Chadwick’s resources give Sohi an enviable flexibility when it comes to facilities planning.

“I start by asking, what’s the infrastructure we have to have to provide the kind of learning we want to deliver? We start with the program — robotics, coding — and then we ask, What’s the building have to look like to support the learning?” he said.

Sohi is less than a year into a place that is about to turn 85. Along with committing the lore of Chadwick to memory, he said he relies heavily on institutional knowledge, including some administrators who have been around for decades.

Erin Nordlund is the curriculum specialist with Chadwick’s Village School, which serves younger students. She is in her 15th year at Chadwick; both of her children attend the school, and she previously headed the English Department at the Upper School, akin to high school. She has daily conversations with Sohi about educational strategy and the future of the curriculum, and said she has been struck by his leadership style.
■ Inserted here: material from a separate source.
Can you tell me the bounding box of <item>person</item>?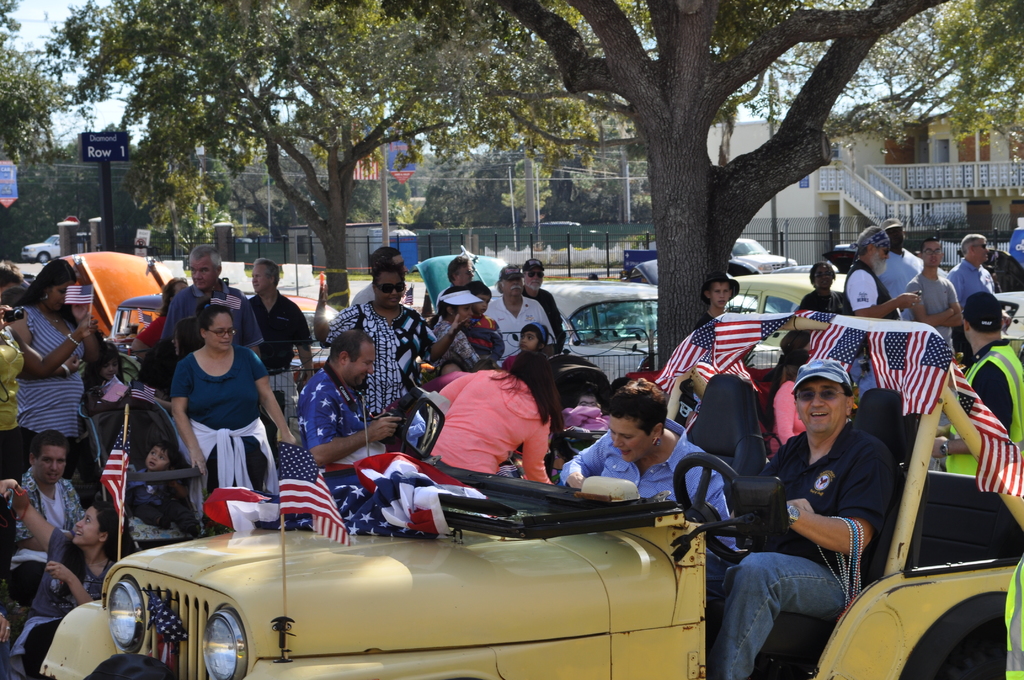
l=461, t=281, r=497, b=352.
“He’s a really good listener. He’s not one to get in his opinion right away, which I’ve really appreciated. He wants different perspectives, and to gather a lot of perspectives,” Nordlund said. I thought back to Sohi’s description of being lost in wonder at a theater exercise. Later, he described something similar happening during a debate in a history class. “The past is really important to him, the history, but also looking ahead, projecting out where we want to be.” 

Sohi’s strolls don’t always lead him into a performance space or a classroom. Sometimes he’ll bring work with him and hunker down among the students at one of the desks in the library. He also makes time for walking across the campus’s main lawn during breaks in classes.
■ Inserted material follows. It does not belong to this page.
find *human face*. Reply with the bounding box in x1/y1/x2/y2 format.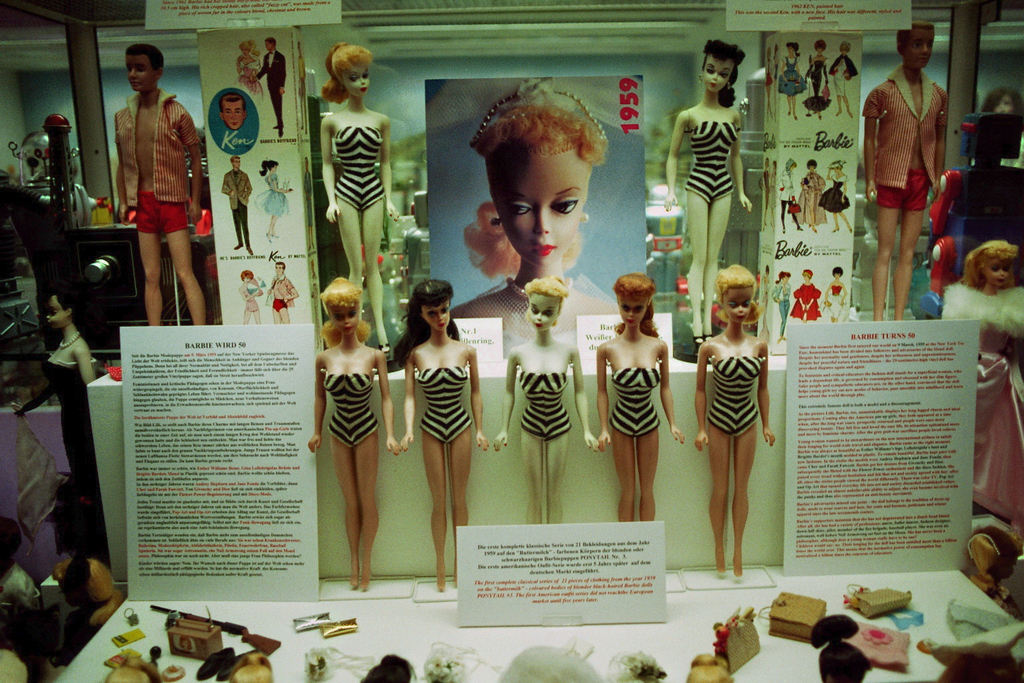
721/287/757/326.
“If the kids are out here, they’ll come up to me. Sometimes it’s the smallest thing, but sometimes it’s a huge thing,” he said. “They’re never going to make an appointment to come and see me. But if they see me here, they’ll go, ‘Hey, Mr. Sohi, I heard this,’ or ‘What’s our plan for this?’”

The lawn, he proudly points out, is a place for students of different age levels and academic paths to mix. Sohi is an adherent of the idea of “collisions” from the worlds of business and design, in which structures are designed to facilitate interactions that are beyond the conception of their creator. It’s an approach that emphasizes opportunity and serendipity; it’s also one that downplays the influence any single individual has on an institution.

When Schmitz visits the campus, she invariably finds Sohi out on a session of what he calls “observing.” Schmitz and others might give it a different name.

“When he’s walking around and sees students sitting on the lawn, he sits on the lawn. He wants to see through their eyes,” she said.